Preview: Melodrama to the hilt

Neak Parveen is a stark reminder of yesteryear when women were tucked into chador and chaardivari.
Playwright Agha Hashr’s Naek Perveen reminds you of the rigid lessons learnt at the end of didactic plays that tend to turn a man into an angel – but not a human being.
The lessons include one on the ideal wife, in which she worships a drunkard husband, a tyrant and an evildoer (probably) because he has bestowed upon her conjugal rights, which she can never be ungrateful for. Since women in the most pious (and naïve) form have no other business in life but to marry because, well, they have nothing better to do in life.
For the conformist, Naek Perveen is a stark reminder of yesteryear when women were safely (but suffocatingly) tucked into chador and chaardivari because that is where their place was. However, the play runs the risk of being rejected by modern-thinking women and activists who have a lot better to do today than to wait for a drunkard, dejected husband to restore and rehabilitate.
Sleazy men, who offer her the world if she yields, tease Naek Perveen but her religious sense of commitment towards her husband remains undeterred – until the playwright, Hashr, rewards the character for its patience. For the likes of Hashr’s times (this play was written in 1910 and later performed under various titles), there was room for human improvement and forgiveness.
Directed by the master of the art, Zia Mohyeddin and assisted by the upcoming and promising artiste Akbar ul Islam, Naek Perveen will offer audiences the most beautiful language in the form of hyperbolic dialogues, if not an original plot. Agha Hashr was famous for employing a Shakespearean technique in his plays – he was known as the ‘Indian Shakespeare’ of his times.
“I have not touched the play even slightly,” confessed Mohyeddin, “as nothing seemed unfulfilled in the script.”
While the heightened melodramatic appeal in Hashr’s plays is a challenge for performers, NAPA’s selected cast has done justice to Naek Perveen in terms of delivery of dialogue. The upsurge of emotional content that “tear a passion to tatters” as quoted by Mohyeddin, and “split the ears to the groundlings” seem well actuated by the actors.
Aimen Tariq renders the innocence and aplomb of Perveen’s character quite skillfully; luckily the television fatigue (she has been appearing in a plethora of televised plays these days) has not tampered with her love for theatre.
Nazrul Hasan (Afzal) acts a beggar and then a disabled man besides Perveen’s drunkard husband. How well he has managed to wear three hats one after the other, I shall leave it to the audience’s discretion.

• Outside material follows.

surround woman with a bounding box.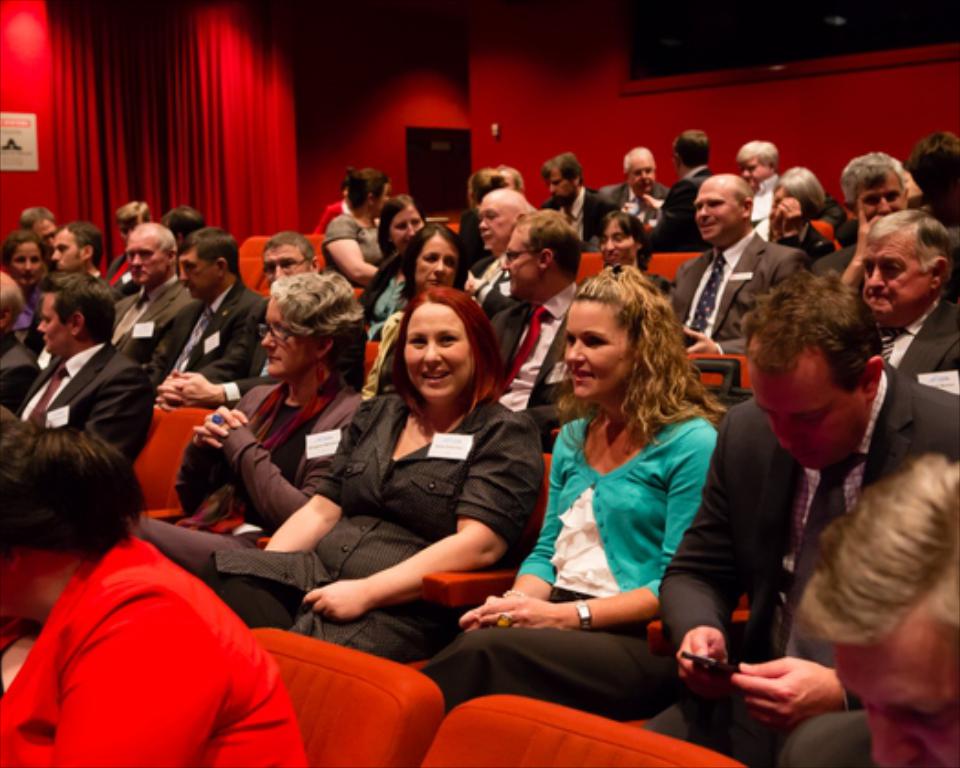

As Paras Masroor (Asad, the partner in crime) seethes in rage, trying his negative best to rip Perveen of her piety, you tend to hate him more than Nabbu (Sunil Shanker) who is more of an impish buffoon than a murderer. Paras Masroor shows maturity in his potential for acting as he is able to bring out the bad man in him successfully.
Comic interludes are spread through the play amidst violence and venom spewed throughout. Mirza Chonga’s character (played by Athar Abbas) is well acted. He appears quite funny as he exchanges some very hilarious, tongue-in-cheek dialogues with his beautiful wife Zulfan (Faiza Hasan).
Naek Perveen will be performed by the NAPA Repertory Theatre Company from December 30th to January 8th at the Arts Council, Karachi.